- the downfall of junior devs
- bad hiring market
- layoffs in practically every sector
theres a ton of things where AI took credit for a trend that had already started before it started being even halfway capable.
I think if you actually look at the data for these trends rather than asking AI what it thinks you might experience some cognitive dissonance.
>There's no reason to believe that we would see a rapid coordinated decline in all of these things at the same time without AI
It's called hiked interest rates. The economy is not doing so great for several reasons but the main one is wars.
My answer doesn't change. Against the background of other phenomena already causing various trends, we see acceleration of those trends consistent with a testable hypothesis about the effects of AI adoption in industry. In most fields of science that's good evidence in favor of the model.
And no I didn't ask AI about it, this is my own opinion and my own perspective.
Goodness of Fit 0.911, Kurtosis -0.849, Skewness: 0.073
It's very much a bell curve
I'm going to assume this is bait...
The fit does not prove causation, but it does show that the decline was already well described by a trend that began years before generative AI. If the claim is that 2023 created a separate structural break, it's different claim then the title describes
> Without AI they might have lasted at least a couple more years
Nah, their decline was already readily apparent before AI. You only need to go through old discussions and other people noticing it. AI may have accelerated the decay, but the decline happened already largely prior to AI.
At the same time, this is graph is something that really should not look anything like a bell curve. So the format is probably just a coincidence.
Except if the "all the questions have been asked" hypothesis is correct. What I really doubt.
That's a very big word you're using there for what is basically making shapes out of clouds. A bell-curve is the amortised function of a random variable with a mean and standar deviation. What does that have to do with a timeseries dataset?
The general notion of a bell-shaped curve is broader than that. Wikipedia has a reasonable overview: https://en.wikipedia.org/wiki/Bell-shaped_function
> “typically continuous or smooth, asymptotically approach zero for large negative/positive x, and have a single, unimodal maximum at small x.”
You are doing that implicitly by fitting a Gaussian curve.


Work instruction >> Once the line with "Find the location" is found, write it out along with every line after it, exactly, up to the last line of the entries below. Exclude pictures.
** Available data follows **
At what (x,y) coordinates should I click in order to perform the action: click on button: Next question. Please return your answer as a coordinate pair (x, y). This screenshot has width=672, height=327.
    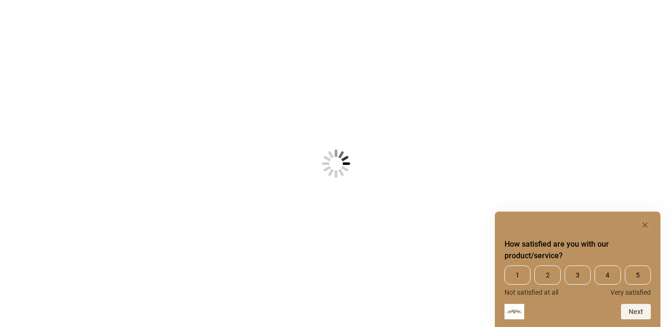
    Looking at the image, I should click on (636, 312).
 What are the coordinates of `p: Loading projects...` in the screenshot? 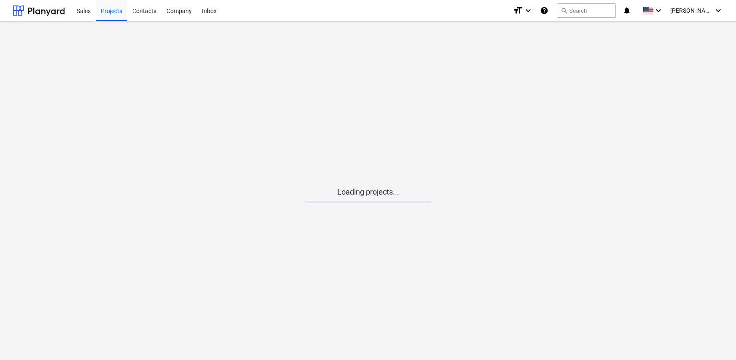 It's located at (368, 192).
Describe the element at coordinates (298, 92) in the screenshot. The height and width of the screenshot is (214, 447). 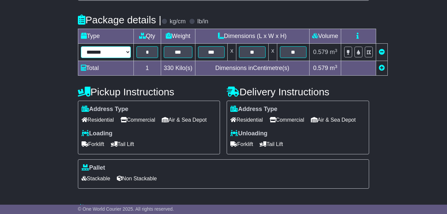
I see `h4: Delivery Instructions` at that location.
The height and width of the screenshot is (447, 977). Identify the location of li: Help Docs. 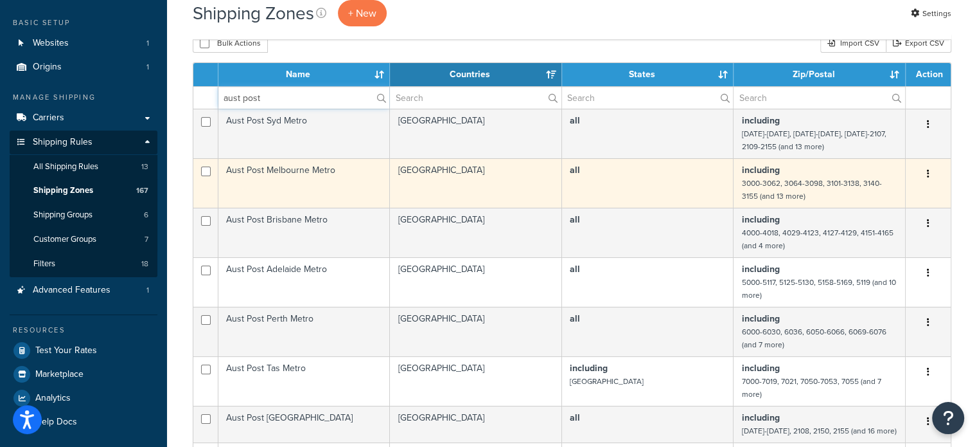
(84, 421).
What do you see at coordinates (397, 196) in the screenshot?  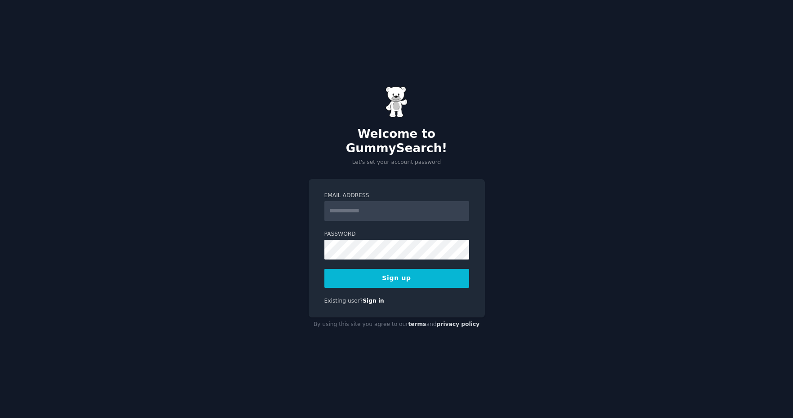 I see `label: Email Address` at bounding box center [397, 196].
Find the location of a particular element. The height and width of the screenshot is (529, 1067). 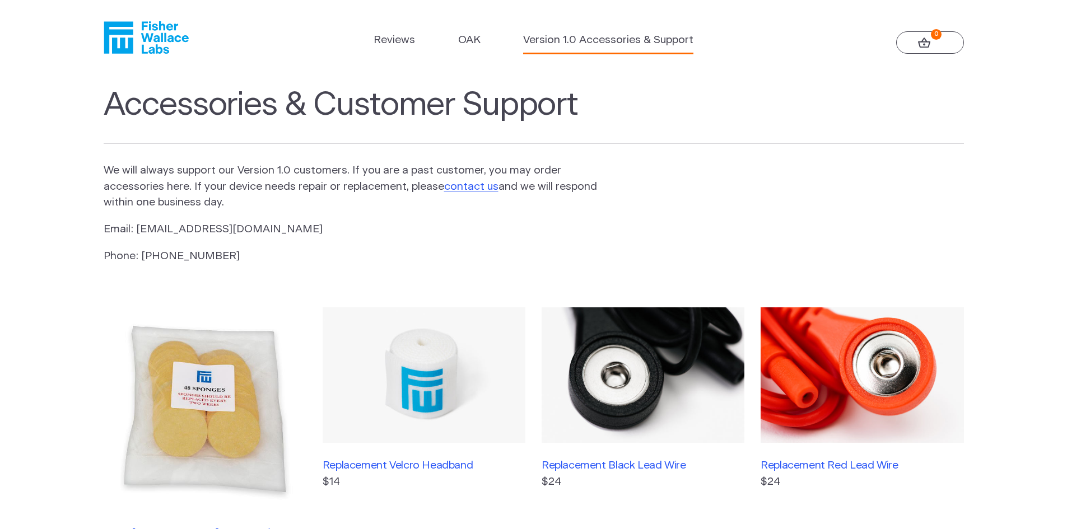

p: We will always support our Version 1.0 customers. If you are a past customer, you may order acces... is located at coordinates (351, 187).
** End of Available data **
Exercise response >>
Find the location of a particular element. The height and width of the screenshot is (529, 1067). 

p: We will always support our Version 1.0 customers. If you are a past customer, you may order acces... is located at coordinates (351, 187).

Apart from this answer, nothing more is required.